Friday, June 16, 2006

The Power of Words

The House today passed a resolution declaring "that the United States will prevail in the Global War on Terror," thereby joining a long line of regimes that believed that saying something would make it so.

It brings on a warm nostalgia for the old era of Soviet five-year plans, which would declare the most outlandish future achievements as if they were historical fact. At least the Soviets had the Marxist doctrine of historical inevitability as an excuse. Since the administration has so far shown remarkable incompetence, 'inevitability' isn't the word that comes to mind.

I suppose that, since the "Global War on Terror" is a rhetorical construct anyway, for which no actual definition has ever been clear, and for which the conditions by which one 'prevails' have not be set, declaring it as a 'fait accompli in the future' isn't as absurd as it seems. Perhaps the correct way to read this 'non-binding' House resolution is 'we will, at some future time, declare that we have prevailed, (preferably at a time most favorable for our poll numbers) and since the GWOT is what we say it is, we will be right.'

After reading the news, though, I was getting pretty excited about this whole 'wishing makes it so' concept. I was working on my own set of resolutions:

I resolve that I will be given a million dollars.

I resolve that we will be freed from obligation to pay off an enormous government debt.

I resolve that every young girl will get a pony!

Strangely, none of these has yet turned out to be meaningful.

Meanwhile, while not busy passing such important legislation, the Congress is all atwitter about an amnesty proposal. No, not that one for the millions of peaceful illegal immigrants here in the US. This is a proposal from the office of the Iraqi Prime Minister to give amnesty to Iraqi insurgents who can prove they have not shed Iraqi blood.

Now, normally such amnesty proposals are offered in exchange for something, like laying down arms, but the Iraqi government is not, shall we say, bargaining from a position of strength. So far, Republicans have been rushing to support this idea, since, after all, it does stand a chance of lessening tension and violence, and may be a route to cleaning up the mess they've made.

On the other hand, if one is an insurgent, but hasn't been attacking Iraqis, who has one been attacking? And who could one continue to attack, if 'Iraqi blood' is the key to the whole amnesty thing? Yes, of course, the US occupying forces. Hmm.

Just how this supports the troops, or enables us to prevail in the Global War on Terror, or any of those things they accuse Democrats of failing at, is not clear to me.

Maybe because they say it does, and they could pass a resolution to that effect.

Perhaps they can have it ready next Seersucker Thursday. What a way to mark the next 2500 soldiers dead.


**Exercise description**
Reply with nothing but how many lines in the entries below include "canvas".

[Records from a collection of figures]
-.-.-

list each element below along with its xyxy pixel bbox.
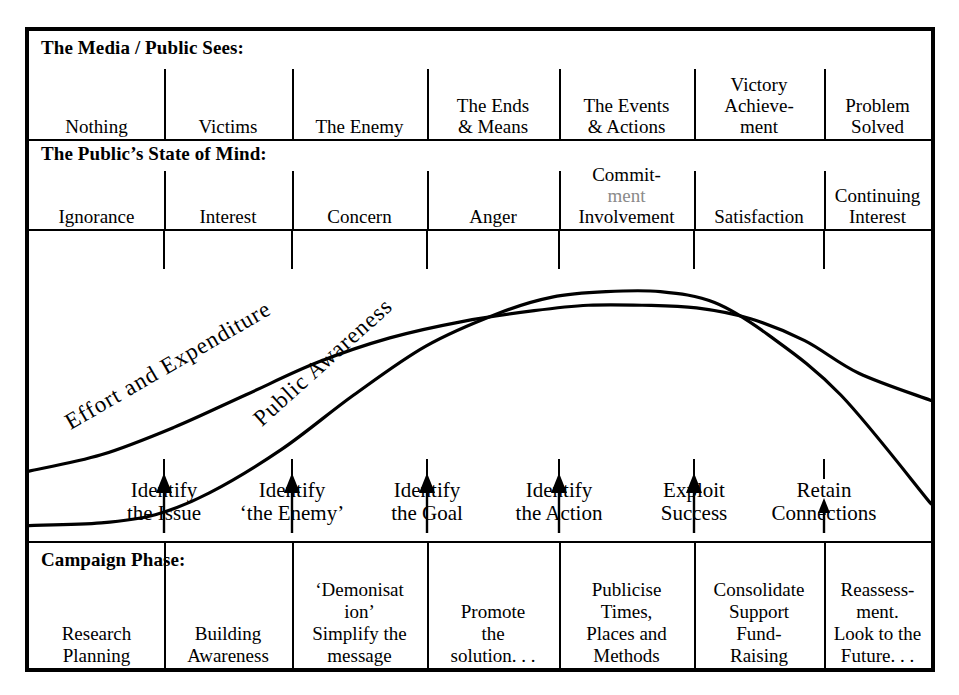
- mind-col-divider-3: [427, 171, 429, 229]
- mind-cell-7-line-1: Continuing: [824, 185, 931, 206]
- milestone-label-3: Identifythe Goal: [391, 479, 463, 525]
- milestone-label-4-line-2: the Action: [516, 502, 603, 525]
- diagram-canvas: The Media / Public Sees: NothingVictimsT…: [0, 0, 959, 695]
- mind-cell-2: Interest: [164, 167, 292, 227]
- phase-cell-2: BuildingAwareness: [164, 583, 292, 667]
- phase-cell-4: Promotethesolution. . .: [427, 549, 559, 667]
- mind-cell-6: Satisfaction: [694, 167, 824, 227]
- mind-cell-3-line-1: Concern: [292, 206, 427, 227]
- milestone-label-5-line-1: Exploit: [661, 479, 728, 502]
- media-cell-1-line-1: Nothing: [29, 116, 164, 137]
- mind-cell-5-line-2: ment: [559, 185, 694, 206]
- phase-cell-6-line-2: Support: [694, 601, 824, 623]
- milestone-label-5-line-2: Success: [661, 502, 728, 525]
- mind-cell-7-line-2: Interest: [824, 206, 931, 227]
- media-col-divider-5: [694, 69, 696, 139]
- phase-cell-7-line-4: Future. . .: [824, 645, 931, 667]
- mind-cell-7: ContinuingInterest: [824, 167, 931, 227]
- mind-col-divider-6: [824, 171, 826, 229]
- media-cell-4-line-1: The Ends: [427, 95, 559, 116]
- phase-cell-4-line-2: the: [427, 623, 559, 645]
- phase-cell-7-line-3: Look to the: [824, 623, 931, 645]
- media-cell-2: Victims: [164, 69, 292, 137]
- mind-cell-1-line-1: Ignorance: [29, 206, 164, 227]
- mind-cell-4-line-1: Anger: [427, 206, 559, 227]
- milestone-label-1-line-2: the Issue: [127, 502, 201, 525]
- phase-col-divider-5: [694, 543, 696, 672]
- milestone-label-2: Identify‘the Enemy’: [240, 479, 344, 525]
- media-sees-title: The Media / Public Sees:: [41, 37, 244, 59]
- phase-cell-5-line-3: Places and: [559, 623, 694, 645]
- milestone-label-6-line-2: Connections: [772, 502, 877, 525]
- media-cell-6-line-1: Victory: [694, 74, 824, 95]
- curves-area: Identifythe IssueIdentify‘the Enemy’Iden…: [29, 231, 931, 541]
- media-cell-7-line-1: Problem: [824, 95, 931, 116]
- phase-cell-6: ConsolidateSupportFund-Raising: [694, 549, 824, 667]
- phase-cell-1-line-2: Planning: [29, 645, 164, 667]
- media-cell-6-line-3: ment: [694, 116, 824, 137]
- mind-col-divider-4: [559, 171, 561, 229]
- media-cell-4-line-2: & Means: [427, 116, 559, 137]
- phase-cell-7: Reassess-ment.Look to theFuture. . .: [824, 549, 931, 667]
- media-col-divider-2: [292, 69, 294, 139]
- phase-cell-5-line-2: Times,: [559, 601, 694, 623]
- mind-cell-6-line-1: Satisfaction: [694, 206, 824, 227]
- phase-col-divider-2: [292, 543, 294, 672]
- phase-cell-7-line-1: Reassess-: [824, 579, 931, 601]
- phase-cell-3-line-2: ion’: [292, 601, 427, 623]
- media-col-divider-3: [427, 69, 429, 139]
- milestone-label-4: Identifythe Action: [516, 479, 603, 525]
- phase-col-divider-3: [427, 543, 429, 672]
- milestone-label-3-line-2: the Goal: [391, 502, 463, 525]
- phase-cell-2-line-1: Building: [164, 623, 292, 645]
- phase-cell-6-line-3: Fund-: [694, 623, 824, 645]
- media-cell-1: Nothing: [29, 69, 164, 137]
- milestone-label-5: ExploitSuccess: [661, 479, 728, 525]
- mind-cell-2-line-1: Interest: [164, 206, 292, 227]
- phase-cell-3-line-3: Simplify the: [292, 623, 427, 645]
- phase-col-divider-4: [559, 543, 561, 672]
- mind-col-divider-2: [292, 171, 294, 229]
- media-col-divider-1: [164, 69, 166, 139]
- mind-cell-3: Concern: [292, 167, 427, 227]
- media-cell-5: The Events& Actions: [559, 69, 694, 137]
- phase-cell-3: ‘Demonisation’Simplify themessage: [292, 549, 427, 667]
- milestone-label-1: Identifythe Issue: [127, 479, 201, 525]
- media-cell-4: The Ends& Means: [427, 69, 559, 137]
- phase-cell-7-line-2: ment.: [824, 601, 931, 623]
- mind-cell-1: Ignorance: [29, 167, 164, 227]
- state-of-mind-title: The Public’s State of Mind:: [41, 143, 267, 165]
- milestone-label-2-line-1: Identify: [240, 479, 344, 502]
- mind-cell-5-line-3: Involvement: [559, 206, 694, 227]
- phase-cell-5: PubliciseTimes,Places andMethods: [559, 549, 694, 667]
- milestone-label-1-line-1: Identify: [127, 479, 201, 502]
- diagram-frame: The Media / Public Sees: NothingVictimsT…: [25, 27, 935, 672]
- media-cell-3-line-1: The Enemy: [292, 116, 427, 137]
- mind-cell-4: Anger: [427, 167, 559, 227]
- phase-cell-5-line-1: Publicise: [559, 579, 694, 601]
- media-cell-2-line-1: Victims: [164, 116, 292, 137]
- mind-col-divider-1: [164, 171, 166, 229]
- mind-cell-5: Commit-mentInvolvement: [559, 167, 694, 227]
- phase-col-divider-1: [164, 543, 166, 672]
- milestone-label-6-line-1: Retain: [772, 479, 877, 502]
- phase-cell-6-line-1: Consolidate: [694, 579, 824, 601]
- media-cell-3: The Enemy: [292, 69, 427, 137]
- phase-cell-4-line-3: solution. . .: [427, 645, 559, 667]
- milestone-label-4-line-1: Identify: [516, 479, 603, 502]
- phase-cell-2-line-2: Awareness: [164, 645, 292, 667]
- phase-cell-5-line-4: Methods: [559, 645, 694, 667]
- mind-col-divider-5: [694, 171, 696, 229]
- curve-effort-and-expenditure: [29, 305, 931, 471]
- milestone-label-3-line-1: Identify: [391, 479, 463, 502]
- phase-cell-6-line-4: Raising: [694, 645, 824, 667]
- media-cell-6-line-2: Achieve-: [694, 95, 824, 116]
- media-col-divider-4: [559, 69, 561, 139]
- media-cell-6: VictoryAchieve-ment: [694, 69, 824, 137]
- phase-cell-3-line-4: message: [292, 645, 427, 667]
- mind-cell-5-line-1: Commit-: [559, 164, 694, 185]
- milestone-label-2-line-2: ‘the Enemy’: [240, 502, 344, 525]
- phase-cell-4-line-1: Promote: [427, 601, 559, 623]
- phase-cell-1-line-1: Research: [29, 623, 164, 645]
- media-cell-7: ProblemSolved: [824, 69, 931, 137]
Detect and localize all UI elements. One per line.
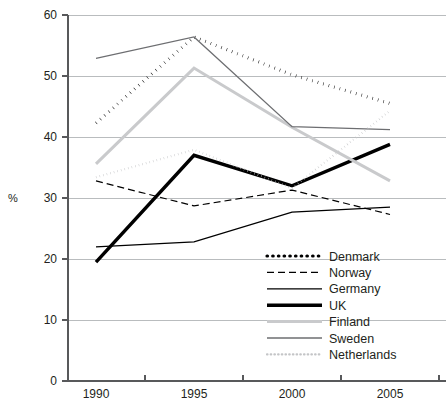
series-line-sweden	[96, 37, 390, 130]
y-tick-label: 60	[44, 8, 58, 22]
legend-label-finland: Finland	[329, 315, 370, 329]
y-tick-label: 20	[44, 252, 58, 266]
data-series-group	[96, 37, 390, 262]
y-tick-label: 40	[44, 130, 58, 144]
x-tick-label: 1995	[181, 387, 208, 401]
chart-legend: DenmarkNorwayGermanyUKFinlandSwedenNethe…	[267, 250, 396, 362]
line-chart-figure: 60 50 40 30 20 10 0 % 1990 1995 2000 200…	[0, 0, 446, 410]
gridlines	[68, 15, 446, 320]
x-tick-labels: 1990 1995 2000 2005	[83, 387, 404, 401]
x-tick-label: 1990	[83, 387, 110, 401]
y-axis	[62, 15, 68, 381]
chart-plot-area: 60 50 40 30 20 10 0 % 1990 1995 2000 200…	[0, 0, 446, 410]
y-axis-title: %	[8, 192, 18, 204]
x-tick-label: 2000	[279, 387, 306, 401]
y-tick-labels: 60 50 40 30 20 10 0	[44, 8, 58, 388]
x-axis	[68, 375, 446, 381]
series-line-denmark	[96, 37, 390, 123]
y-tick-label: 0	[50, 374, 57, 388]
legend-label-norway: Norway	[329, 266, 372, 280]
y-tick-label: 50	[44, 69, 58, 83]
legend-label-uk: UK	[329, 299, 347, 313]
y-tick-label: 30	[44, 191, 58, 205]
legend-label-germany: Germany	[329, 282, 381, 296]
x-tick-label: 2005	[377, 387, 404, 401]
legend-label-netherlands: Netherlands	[329, 348, 396, 362]
legend-label-sweden: Sweden	[329, 332, 374, 346]
legend-label-denmark: Denmark	[329, 250, 380, 264]
y-tick-label: 10	[44, 313, 58, 327]
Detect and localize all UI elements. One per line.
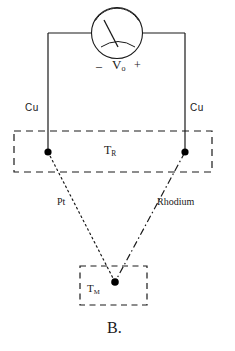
voltage-subscript: o bbox=[121, 64, 125, 73]
measuring-zone-symbol: T bbox=[87, 282, 94, 294]
junction-dot-measuring bbox=[111, 278, 119, 286]
thermocouple-diagram-figure: – Vo + Cu Cu TR Pt Rhodium TM B. bbox=[0, 0, 235, 351]
voltage-symbol: V bbox=[112, 57, 121, 72]
voltage-label: Vo bbox=[112, 58, 125, 73]
panel-label: B. bbox=[107, 320, 122, 336]
reference-zone-label: TR bbox=[104, 144, 116, 157]
measuring-zone-subscript: M bbox=[94, 288, 100, 295]
polarity-positive-label: + bbox=[134, 59, 141, 71]
diagram-canvas bbox=[0, 0, 235, 351]
reference-zone-subscript: R bbox=[111, 149, 116, 158]
polarity-negative-label: – bbox=[96, 60, 102, 72]
junction-dot-reference-left bbox=[44, 148, 51, 155]
platinum-wire-label: Pt bbox=[57, 197, 65, 207]
copper-lead-label-left: Cu bbox=[25, 103, 39, 113]
copper-lead-label-right: Cu bbox=[190, 103, 204, 113]
measuring-zone-label: TM bbox=[87, 283, 100, 295]
rhodium-wire-label: Rhodium bbox=[157, 197, 194, 207]
voltmeter-symbol bbox=[92, 8, 143, 59]
wire-platinum-dotted bbox=[48, 152, 115, 282]
junction-dot-reference-right bbox=[181, 148, 188, 155]
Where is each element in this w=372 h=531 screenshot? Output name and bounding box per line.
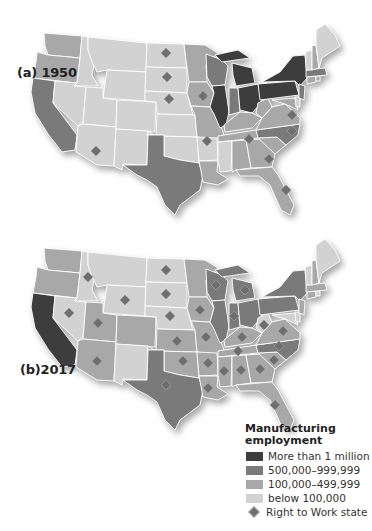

-.-.-

**Task result**
2